Effects of two innovative
techniques to apply incentives in online access panels
Michael Bosnjak* & Olaf Wenzel**
* University of Mannheim, Department of Psychology II, Germany
** SKOPOS Marketing Research, Cologne, Germany
Background
• Limited effects of incentives on response rates in Web-based access panel surveys
• Lack of innovative, Internet-specific techniques to implement incentives, such as
• Prepaid-Incentives, which proved to be successful on classical self-administered surveys (Church, 1993; Bosnjak & Tuten, 2003)
• Immediate notification of prize-draw results after survey
completion (Tuten, Galesic, & Bosnjak, 2004; Tuten, Galesic, &
Bosnjak, 2005)
Theoretical Bases
• Reciprocity:
Prepaid incentives evoke the norm of reciprocity(Gouldner, 1960) resp. activate reciprocity heuristics (Cialdini, 2002), leading to a higher probability for compliant behaviour compared to postpaid incentives.
• Immediacy Effect:
Prize draws (equal values) with immediate notification outperform prize draws with delayed notification (Tuten, Galesic, & Bosnjak, 2004) because people discount the utility of future events, which motivates them to prefer immediate over delayedrewards (Frederick, Loewenstein & O'Donoghue, 2003).
Research Questions and Hypotheses
• Effects of a mixed prepaid/postpaid incentive in relation to postpaid and prize draws?
-> Mixed prepaid/postpaid response rates should outperform postpaid and no incentives. No specific prediction in relation to price draws.
• Effects of an immediate prize draw notification information in relation to a delayed prize draw and both the prepaid/postpaid groups?
-> Immediate should outperform delayed prize draw and postpaid bonus points. No specific prediction in relation to the mixed prepaid/postpaid strategy.
• Costs per participant comparisons for different incentive implementation variants?
• Differences for answers to substantive questions between groups?
Methods I
Subjects:
1500 SKOPOS Europanel participants initially contacted (300 per group)
Materials and procedure:
Omnibus survey on (a) Web-ads for surveys, (b) pharmaceuticals, (c) tourism; average
completion time 10 minutes; fielded for one
week; no reminders
Methods II
Experimental groups:
• Group 1: Postpaid Bonus Points
4 postpaid bonus points (= EUR 2.-).
• Group 2: Mixed Prepaid/Postpaid
2 prepaid bonus points, 2 postpaid bonus points (paid for complete participation)
• Group 3: Immediate Price Draw
Immediate notification of prize draw result after complete participation. Winning propability:
1/50, prize amount: 200 bonus points (= EUR 100.-).
• Group 4: Delayed Prize Draw
Delayed notification of prize draw result. Winning propability: 1/50, prize amount: 200 bonus points (= EUR 100.-), notification one week following partricipation.
• Group 5: Control Group (no incentives)
Methods III
Dependent Variables:
• Response rates (completion rates)
• Drop-Out Rates
• Costs for 1% increase compared to the no incentives group
• Differences in response content
Results I: Completion Rates (in %)
48,0
53,3 54,0
45,7
38,0
0 10 20 30 40 50 60 70
postpaid mixed immmediate prize
delayed prize control
Results II: Drop-Out Rates (Counts)
Counts: Completion Counts: Drop-Out
postpaid 144 13
mixed 160 9
immmediate prize 162 6
delayed prize 137 11
control 114 16
Results III: Costs Per Participant
(in Panel Points: 2 PP = 1 €)
Absolute I (relative prize costs)
Absolute II (actual prize
costs)
Per complete I
Per
complete II
postpaid 576 576 4 4
mixed 920 920 5,8 5,8
immmediate
prize 648 600 4 3,7
delayed prize 548 400 4 2,9
control 0 0 0 0
Response Differences (for Tourism Items)
Sketch of main tentative results:
Two contradictory questions were embedded:
(a) the typical visitor of destination X matches my ideal self (the person I´d like to be similar to) and
(b) the typical visitor of destination X matches my undesired self (the person I don’t want to be similar to):
Greater ”yeah” saying tendency in mixed prepaid/postpaid condition!
! Lowest self-reported price consciousness in tourism for delayed prize draw participants.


Give again, word for word, each line of the data from the first through the one containing "Image is 868x437 pixels.". Pictures stay out.

[[ DATA EXTRACTS open ]]

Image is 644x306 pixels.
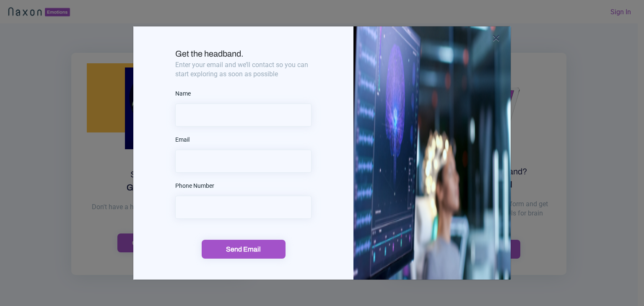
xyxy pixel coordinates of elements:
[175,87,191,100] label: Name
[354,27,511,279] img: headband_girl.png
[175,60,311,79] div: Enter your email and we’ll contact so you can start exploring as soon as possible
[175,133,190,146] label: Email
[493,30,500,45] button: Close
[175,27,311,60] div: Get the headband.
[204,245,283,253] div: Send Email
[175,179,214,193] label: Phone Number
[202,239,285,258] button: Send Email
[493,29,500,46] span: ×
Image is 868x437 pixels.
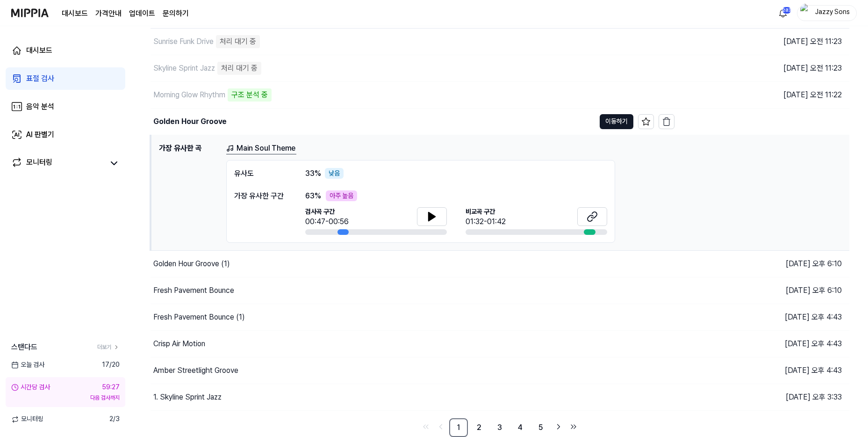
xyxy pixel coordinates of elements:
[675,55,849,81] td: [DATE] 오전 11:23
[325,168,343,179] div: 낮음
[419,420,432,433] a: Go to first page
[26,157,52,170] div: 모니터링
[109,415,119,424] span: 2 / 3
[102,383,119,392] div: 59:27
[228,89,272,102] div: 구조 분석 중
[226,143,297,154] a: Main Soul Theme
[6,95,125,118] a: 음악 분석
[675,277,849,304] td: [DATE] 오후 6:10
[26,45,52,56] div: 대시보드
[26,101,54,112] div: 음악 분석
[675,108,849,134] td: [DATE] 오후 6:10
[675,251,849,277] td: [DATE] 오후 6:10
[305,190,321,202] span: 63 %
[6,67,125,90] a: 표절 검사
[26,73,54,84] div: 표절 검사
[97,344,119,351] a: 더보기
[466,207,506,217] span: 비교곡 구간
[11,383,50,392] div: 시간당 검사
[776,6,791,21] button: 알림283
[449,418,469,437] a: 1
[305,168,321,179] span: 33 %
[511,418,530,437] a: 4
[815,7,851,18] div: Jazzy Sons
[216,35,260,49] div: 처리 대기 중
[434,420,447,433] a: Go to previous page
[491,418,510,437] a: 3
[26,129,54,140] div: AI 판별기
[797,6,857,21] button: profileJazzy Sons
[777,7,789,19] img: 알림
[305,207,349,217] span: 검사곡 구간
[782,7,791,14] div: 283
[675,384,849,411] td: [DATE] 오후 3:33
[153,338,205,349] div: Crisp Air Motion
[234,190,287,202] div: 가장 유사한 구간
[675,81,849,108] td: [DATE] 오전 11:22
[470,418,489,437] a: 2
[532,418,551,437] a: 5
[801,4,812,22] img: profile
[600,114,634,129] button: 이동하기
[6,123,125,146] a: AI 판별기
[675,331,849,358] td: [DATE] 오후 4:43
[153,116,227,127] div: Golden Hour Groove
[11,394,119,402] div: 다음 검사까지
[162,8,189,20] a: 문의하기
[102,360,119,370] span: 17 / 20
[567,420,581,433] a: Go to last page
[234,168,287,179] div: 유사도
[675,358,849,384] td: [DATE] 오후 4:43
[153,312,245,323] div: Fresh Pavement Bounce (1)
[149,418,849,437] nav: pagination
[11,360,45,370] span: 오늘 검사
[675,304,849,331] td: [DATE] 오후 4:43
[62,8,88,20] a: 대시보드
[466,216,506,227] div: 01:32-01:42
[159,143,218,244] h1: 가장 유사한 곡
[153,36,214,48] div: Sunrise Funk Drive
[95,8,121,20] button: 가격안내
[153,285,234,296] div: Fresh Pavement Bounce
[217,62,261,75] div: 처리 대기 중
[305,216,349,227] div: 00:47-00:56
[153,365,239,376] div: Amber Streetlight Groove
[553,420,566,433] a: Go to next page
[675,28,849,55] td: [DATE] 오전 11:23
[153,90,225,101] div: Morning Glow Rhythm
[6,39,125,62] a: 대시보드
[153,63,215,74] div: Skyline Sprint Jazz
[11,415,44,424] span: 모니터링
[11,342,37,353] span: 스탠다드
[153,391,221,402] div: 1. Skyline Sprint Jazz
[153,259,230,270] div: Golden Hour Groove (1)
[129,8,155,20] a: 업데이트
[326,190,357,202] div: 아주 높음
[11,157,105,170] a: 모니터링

[[ DATA EXTRACTS closed ]]

_EXPECTED OUTPUT_
Image is 644x306 pixels.
xyxy pixel coordinates of elements:
[175,87,191,100] label: Name
[354,27,511,279] img: headband_girl.png
[175,60,311,79] div: Enter your email and we’ll contact so you can start exploring as soon as possible
[175,133,190,146] label: Email
[493,30,500,45] button: Close
[175,27,311,60] div: Get the headband.
[204,245,283,253] div: Send Email
[175,179,214,193] label: Phone Number
[202,239,285,258] button: Send Email
[493,29,500,46] span: ×
Image is 868x437 pixels.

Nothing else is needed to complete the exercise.